Note, however, that the argument of the main text only works on the assumptions that having Allais preferences are a bad thing, that it makes you overly risk-averse (not just reasonably risk-averse). This is essentially the assumption that orthodox decision theory prescribes the right way to think about risky choices. And that is a can of worms that I am not opening in this post.
In addition (this one’s just for the nerds), I think we should expect insurance to be underprovided if people are risk-averse in this manner, at least in cases where people can avoid the risky behaviour entirely: too few people would be willing to pay insurance premiums (because they have a less-risky alternative—simply avoiding the risky behaviour), so insurance provision becomes less profitable. But this is obviously sensitive to the assumptions that are used.

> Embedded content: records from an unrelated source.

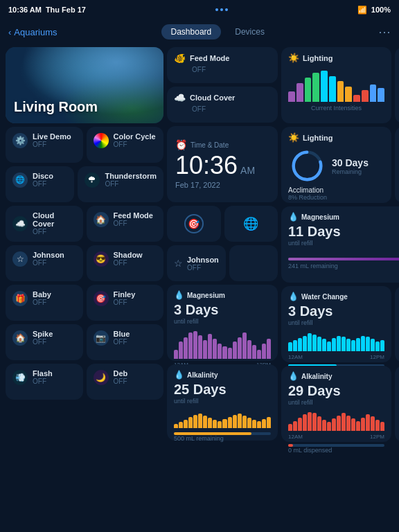  What do you see at coordinates (397, 85) in the screenshot?
I see `lighting-moon-card: ☀️ Lighting Waning Gibbous 20% Reduction` at bounding box center [397, 85].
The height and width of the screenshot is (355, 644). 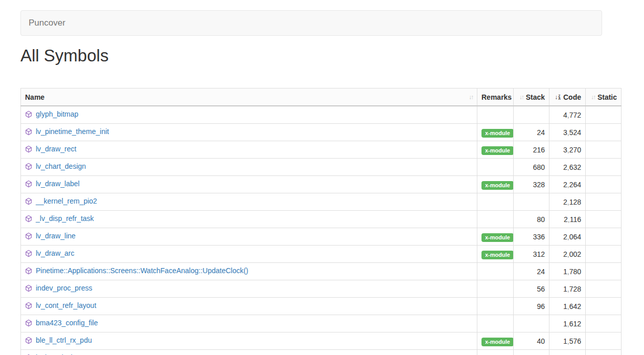 I want to click on table-row: lv_draw_rectx-module2163,270, so click(x=321, y=150).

As mentioned at the end of footnote 1; see Dietrich et al. (2020) for a technical analysis of some of the relevant issues, drawing on Broome (2013).
This insight is partially captured through the analogy with insurance, but only partly—not least because something like an ambulance service doesn’t function much like insurance in practice. There are also quasi-Jamesian considerations: the presence of a literal safety net can make you less likely to fall, by reducing your fear and making you more confident; by analogy, the presence of a social safety net can increase your confidence and make good outcomes more likely.
Great post.
I also don’t have a car but do have access to a car share scheme. Not sure I would rely on it in an emergency. I guess I am mildly reassured that every venue has a AED kit nowadays.
The only time I went in an ambulance was due to some teenage risk taking, however I can’t imagine a scenario where I would do something risky whilst trusting an emergency service to be there. Maybe mountain rescue, even then I wonder what percentage of people aren’t found.
I like the idea of changing these metaphors - maybe the safety net could be changed to the trampoline.